Then he looked at where he was doing another workstation with around 45,000 write transactions per second. So he says basically a single node can typically do tens of thousands of write transactions per second and that a single Postgres instance can easily handle dozens of terabytes of data, which is true. Then also a single node instance is literally bulletproof as far as data consistency is concerned. But he says to help achieve this, you need to declare your constraints so that your data is in a good state and don't fool around with the fsync or asynchronous commit option. So you make sure that things get committed to the disks appropriately and use good disk systems because we're actually going to cover a post in a little bit that talks about corruption. One of the main ways corruption can happen is through hardware issues.
But he also covers how you have to be prepared for when you need to scale. So if you need to scale out, what do you need to do? So the first thing he mentions is don't be afraid to run your own database and that you can migrate to the cloud later if that's something you feel you need to do. Don't make the mistake of having your entire data architecture centered around one huge table. Be sure to use plenty of tables to spread things out. Thirdly, make sure you bake in a proper sharding key in case that is a direction you have to go. So in other words, make sure you can partition all of your tables pretty much with a shard key. So if all of your tables include that key, then presumably you could shard your data that way. So this post didn't have a lot of specific advice for scaling because those are covered in other posts, but it's more kind of a thought post for not prematurely optimizing your database. So if you're interested in learning more you can check out this post.
The next piece of content is "The vicious circle of huge writes". This is from mydbanotebook.org. They're talking about a cycle of WAL writing that you can get into and that if you have a lot of write activity, a lot of WAL files are being written that can cause checkpoints to occur more frequently, which of course triggers more full-page image writes which gives you more WAL. So more WAL leads to more frequent checkpoints, which leads to more WAL being generated, which leads to more checkpoints.
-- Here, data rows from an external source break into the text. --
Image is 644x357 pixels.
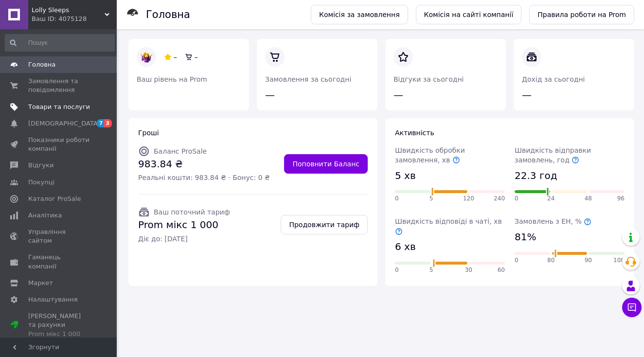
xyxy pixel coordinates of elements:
span: Аналітика [28,211,62,220]
span: – [194,53,198,61]
a: Поповнити Баланс [284,154,368,174]
span: Каталог ProSale [28,194,80,204]
span: Відгуки [28,161,53,169]
span: 60 [497,266,505,274]
span: Швидкість відповіді в чаті, хв [395,217,502,235]
span: 0 [514,194,518,203]
span: 0 [514,256,518,264]
span: Показники роботи компанії [28,136,90,153]
span: 5 [429,266,433,274]
span: Ваш поточний тариф [153,208,230,216]
div: Prom мікс 1 000 [28,330,90,339]
span: 120 [462,194,474,203]
span: 96 [617,194,624,203]
span: Гроші [138,129,159,137]
span: Управління сайтом [28,228,90,245]
a: Комісія за замовлення [311,5,408,24]
input: Пошук [5,34,115,52]
span: Замовлення та повідомлення [28,77,90,94]
span: Реальні кошти: 983.84 ₴ · Бонус: 0 ₴ [138,172,270,182]
span: 100 [613,256,624,264]
span: 90 [585,256,592,264]
span: Активність [395,129,434,137]
span: [PERSON_NAME] та рахунки [28,311,90,339]
span: [DEMOGRAPHIC_DATA] [28,119,100,128]
span: Головна [28,60,55,69]
a: Продовжити тариф [280,215,368,235]
span: Товари та послуги [28,103,90,112]
span: 22.3 год [514,169,557,183]
span: 30 [465,266,472,274]
span: 983.84 ₴ [138,157,270,171]
span: 240 [494,194,505,203]
div: Ваш ID: 4075128 [32,14,117,24]
span: 3 [104,119,112,128]
span: 48 [585,194,592,203]
span: Гаманець компанії [28,253,90,270]
span: Налаштування [28,295,77,304]
span: Prom мікс 1 000 [138,218,230,232]
span: 7 [96,119,105,128]
span: 6 хв [395,240,415,254]
a: Правила роботи на Prom [529,5,634,24]
span: 5 хв [395,169,415,183]
span: Діє до: [DATE] [138,234,230,244]
h1: Головна [146,9,190,21]
span: 81% [514,230,535,244]
span: 5 [429,194,433,203]
button: Чат з покупцем [622,298,641,317]
span: Швидкість обробки замовлення, хв [395,147,465,164]
span: Баланс ProSale [153,147,207,155]
span: Покупці [28,178,55,187]
span: 0 [395,194,399,203]
span: Замовлень з ЕН, % [514,217,591,225]
span: Швидкість відправки замовлень, год [514,147,591,164]
span: Маркет [28,279,53,287]
span: 80 [547,256,554,264]
span: 0 [395,266,399,274]
span: – [174,53,177,61]
a: Комісія на сайті компанії [415,5,522,24]
span: 24 [547,194,554,203]
span: Lolly Sleeps [32,6,105,14]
So it's a vicious circle and then you have autovacuum kicking in when you're updating a lot of rows for example, which then also causes more WAL to be written, thus propagating this vicious circle. So there's a graph right here that depicts that you have huge writes on a database in a short time that causes a lot of WAL to be written. Now this triggers checkpoints more frequently, which of course causes more WAL to be written because of the full-page image rights.
Then still while this is going on, it also triggers autovacuum to happen more frequently when you have a lot of huge rights which causes more WAL to be written and it's a constant vicious circle. Now, in terms of how to solve that, the number one thing she's advocating is what is your application doing? So for example, if you have a lot of updates, is there a way you can reduce the amount of updates? Like maybe you insert a lot of this data and then update it less frequently? Or can you architect your writes a little differently? The other thing you can do is increase your max_wal_size so that the checkpoints don't happen as frequently, or change your checkpoint timeout or your checkpoint settings so that your checkpoint is less frequent which gives you fewer full-page image rights. You could also potentially do some tweaks to autovacuum. So if you're interested in learning more about this, you can check out this post.
The next piece of content is "Configuring PostgreSQL for Observability". This is from pgdash.io. This is being able to determine what's going on in your database. Now the first thing they mentioned doing is actually changing your log_line_prefix to add a bit more information to add information such as the application being used in terms of the client, the username, and the database connected to the IP address, so you could potentially identify the host and things of that nature. So this gives you more observability of what's going on. When a particular error, say, gets written to the logs, the next thing they mentioned is to log your slow queries. So you could use log_min_duration_statement.
They propose 1 second so any query longer than a second will get logged. Now, if you have too many logs you can actually use sampling in more recent versions of Postgres. They give a proposal of how you could sample, say, 25% of the slow statements here. In addition to that, they mention logging your locks. So for example, turn on logging the lock weights and they also mention logging autovacuums. So specifying the duration when a vacuum is taking too long so that you can know what's going on and what happens with the process. Logging checkpoints. You also might want to alter, say, your track_io_timing or the track_commit_timestamp.
Now in addition to configuration settings, you could also add the pg_stat_statements extension so that you can get a sense of all the different statements that are being run. You could also use the auto_explain extension that will automatically put an EXPLAIN plan in the log when queries take too long and they show you how to configure that here. Then lastly on the client side, you can actually specify an application parameter so that you can uniquely identify what clients are connecting to the database. So for example, they set an application name of the client that's running the weekly revenue report so they'll know exactly what connection is causing particular issues if there's a problem in the logs. This is an interesting blog post that you can check out.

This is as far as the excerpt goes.